Remixing in Camstasia

The last round of work with Camtasia begin with an emergent focus. I had already begun developing the Web presentation framework here and had sketched out most of the ideas and reflections related to the project. I had revised the script. The new audio takes would emerge from these materials. A rough take with the new script revealed issues of timing, resulting in some more fine-tuning of the script, yielding yet another audio take, and so on.

Another layer of performance, however, emerged. As I was working on screencasts for an unrelated project, I started experimenting with callouts and decided that I could push what I was doing in “Watch the Bubble” by changing the folded-note shape that I had used in the initial screencast. Somewhat like the difficult-to-trace realization that the project should be called “Watch the Bubble,” an idea formed suggesting that I should put the credo statements themselves in bubbles. The idea was a flashy enough insight that I tweeted it so as not to forget. I find here emergence in its most active performative mode. A result that changes the flow and acts on the direction of the project.

Making BubblesI then spent half a day making bubbles in Photoshop. I took up the suggestion that these elements operate as their own meaning layer, in conversation with the vocal narration. What would the bubbles say? When would they pop up in the video? I switched into performancemegence using Photoshop, downloading brush sets and using their shaping influence to compose new callouts. This performance in turn acted on the subsequent work in Camtasia as I imported the new bubbles into the project and layered them into the timeline.

I decided to create a postable version of the November 2010 mix of the video. I recorded several takes of audio, capturing one that was solid enough. Camtasia allows some audio adjustments, but Audacity allows many more, so I exported the captured audio track and then opened it in Audacity. I ran the noise reduction filter and then normalized the audio. Then I brought the file back into Camtasia and exported the November 2010 print of the video.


§ **The task**: What you return should be the lines from the one with "Where is suit?" through the one with "Give me the detection coordinates for man." in the data below, reproduced exactly with both ends, and no pictures at all.

§ **Information shown**:
┌────────

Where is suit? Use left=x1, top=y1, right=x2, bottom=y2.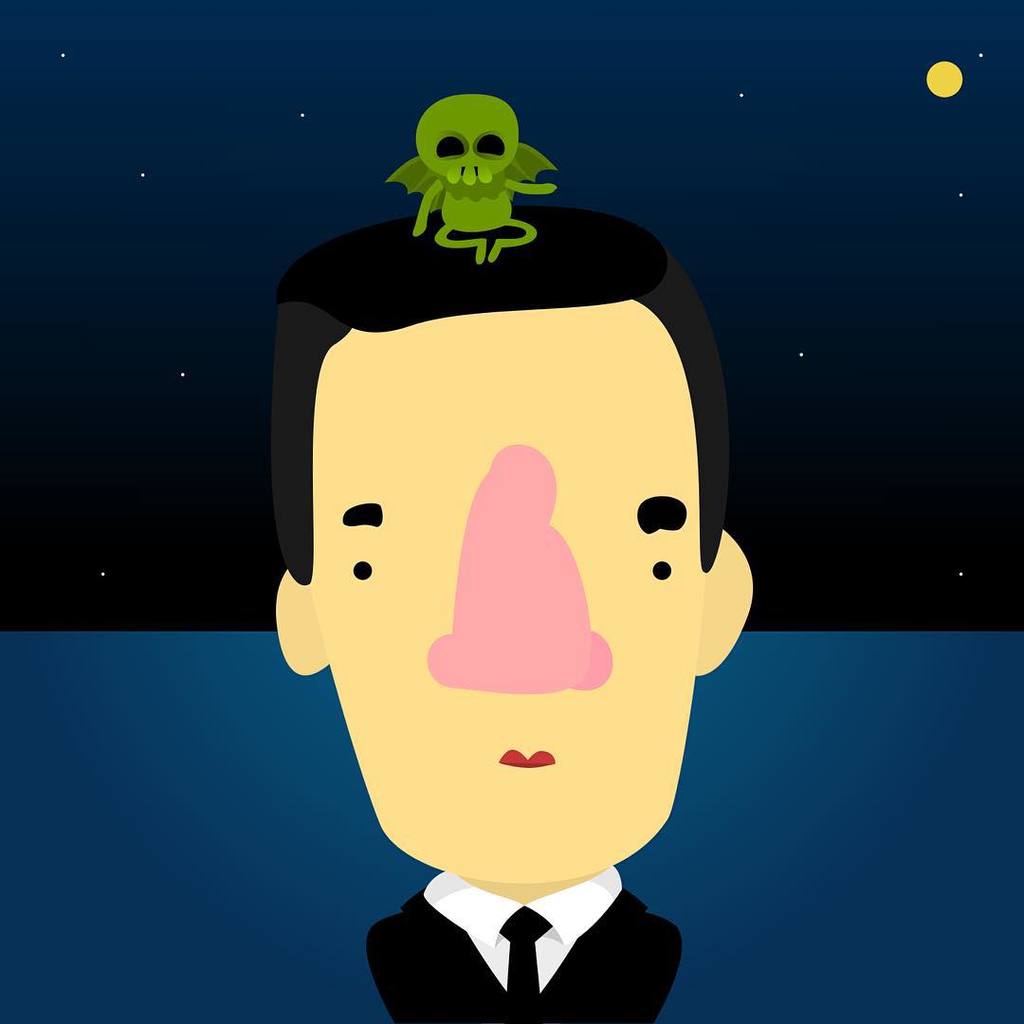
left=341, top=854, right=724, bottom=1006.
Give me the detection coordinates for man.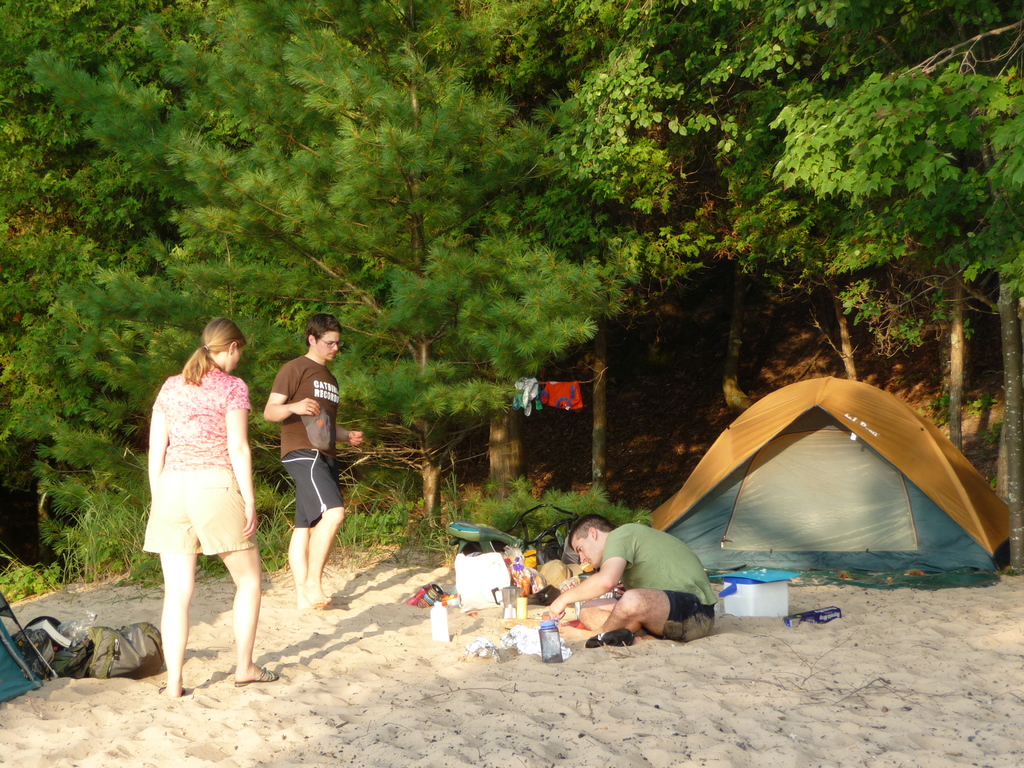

└────────
┌────────

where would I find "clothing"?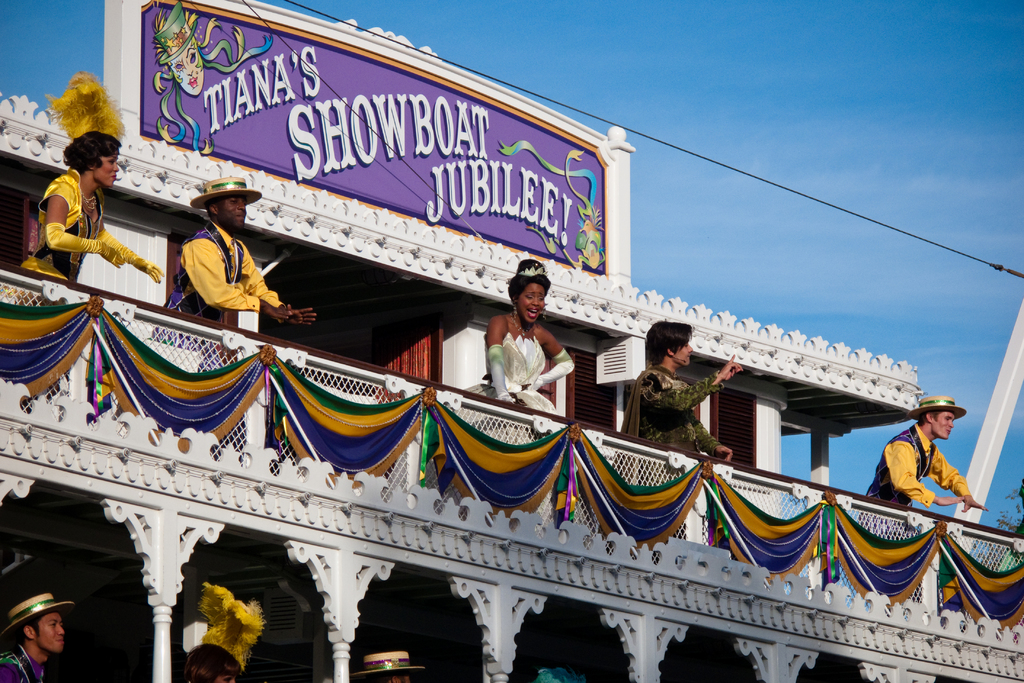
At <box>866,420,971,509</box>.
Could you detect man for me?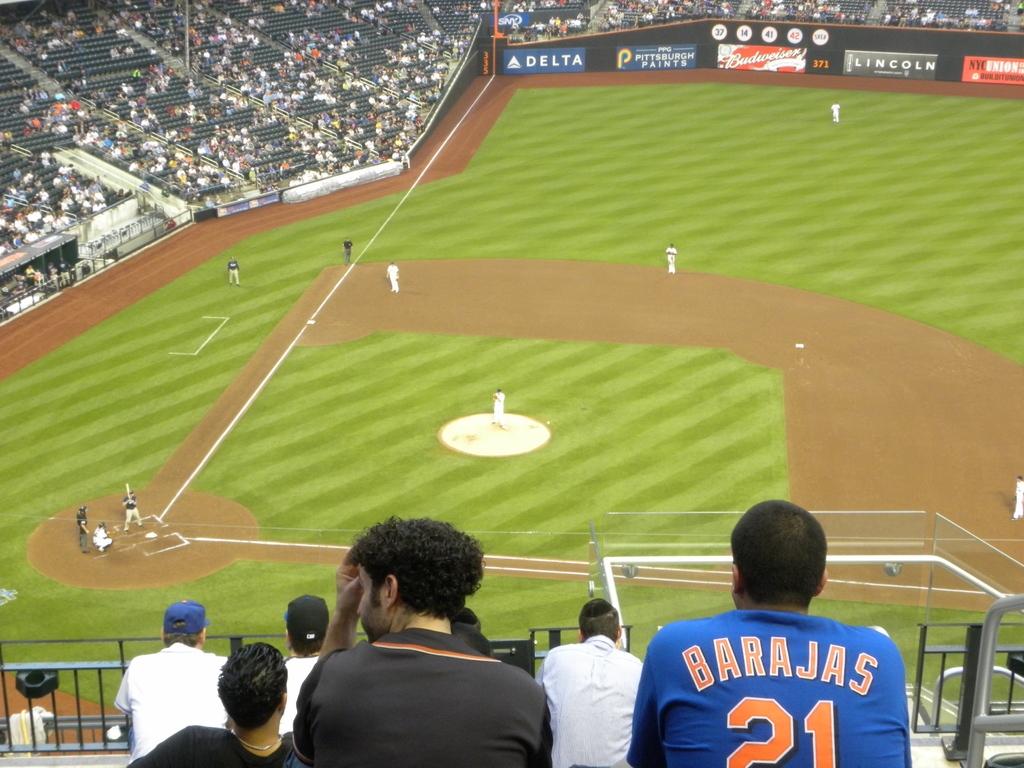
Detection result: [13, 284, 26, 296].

└────────
┌────────

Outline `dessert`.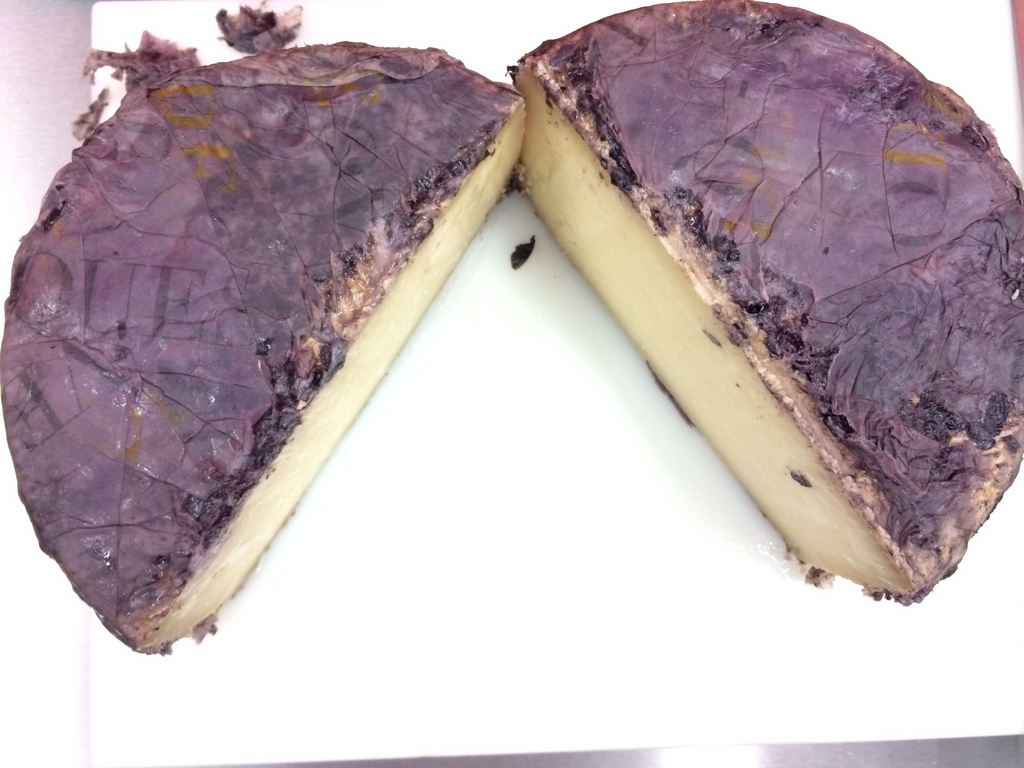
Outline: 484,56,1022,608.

└────────

§ **Response box**:
Where is suit? Use left=x1, top=y1, right=x2, bottom=y2.
left=341, top=854, right=724, bottom=1006.
Give me the detection coordinates for man.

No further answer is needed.